The comparison between Welles and Dutt is not as groundbreaking as it might seem at first. Cousins arrived at this conclusion with help from Ashish Rajadhyaksha and Paul Willemen’s Encyclopaedia of Indian Cinema. In the encyclopaedia, Rajadhyaksha and Willemen suggest that Dutt’s Kaagaz ke Phool (1959) is his Citizen Kane. Cousins, in his article, rightly lionises Dutt as a unique artist.

Dutt’s sister, the artist Lalitha Lajmi, has not heard about the article but she agrees with the comparison with Welles, “Yes, I believe it is a fair comparison. I am not entirely aware of which other films from the black-and-white era influenced him. But I can say with certainty that Citizen Kane was a source of great inspiration.”
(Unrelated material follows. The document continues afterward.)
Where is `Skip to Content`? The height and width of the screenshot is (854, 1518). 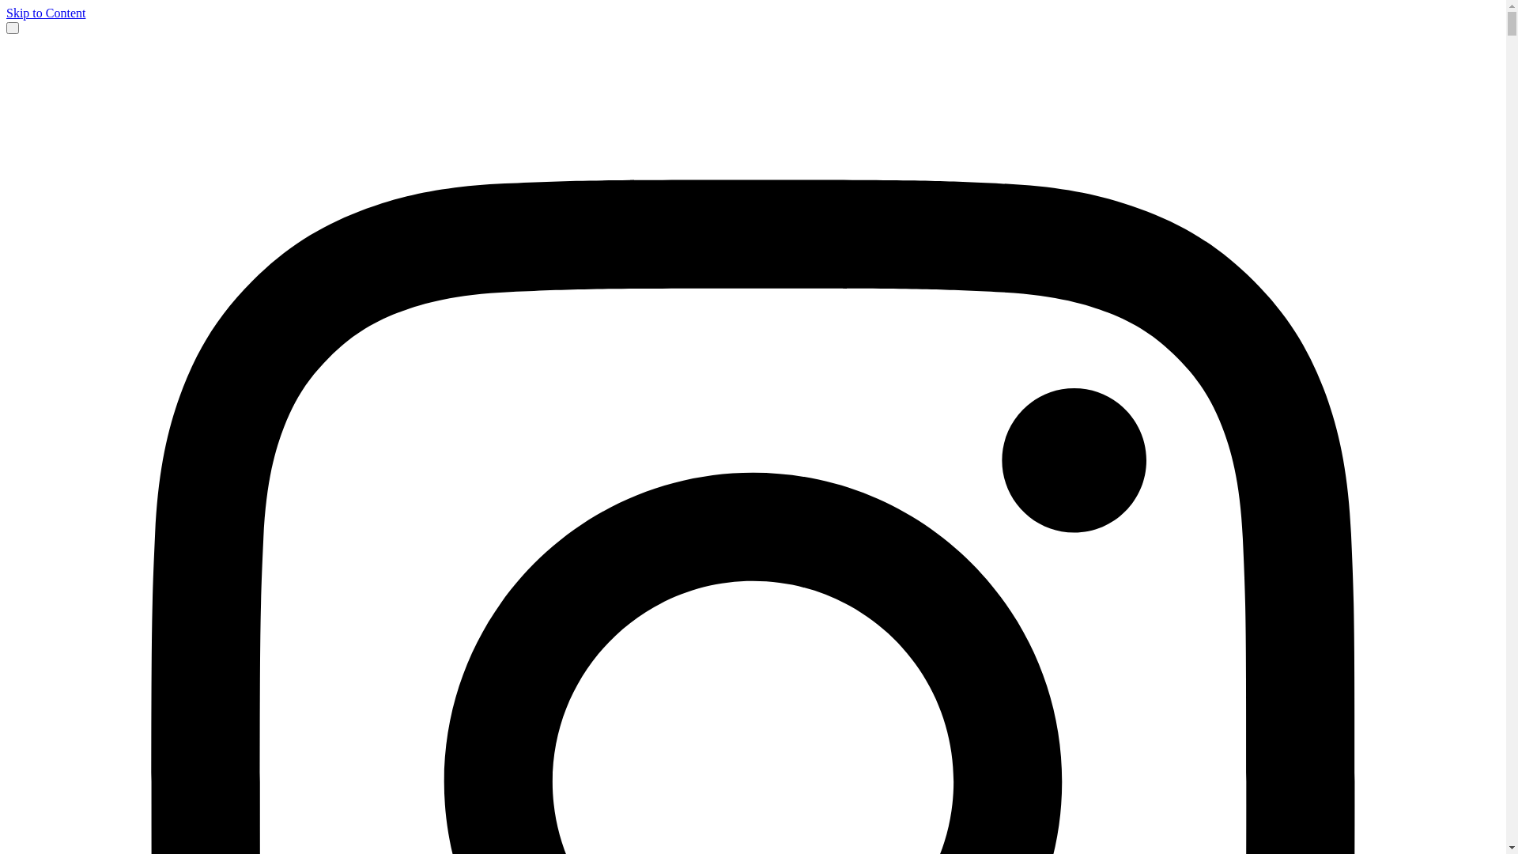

“He started by learning dance under Uday Shankar and when he first arrived at Prabhat Studio in Pune, he took up choreography. From that beginning, he went on to become an assistant director and, finally, a director.”

The coda to Guru Dutt: Such Sweet Sorrow states: “Dutt was a determined, troubled movie star in the complex Indian manner. He created his own screen persona and those of others. He was instinctively downbeat in a film world otherwise inclined, and his characters were variously autobiographical. Dutt was one of the great, brooding figures in post-Independence Indian cinema.”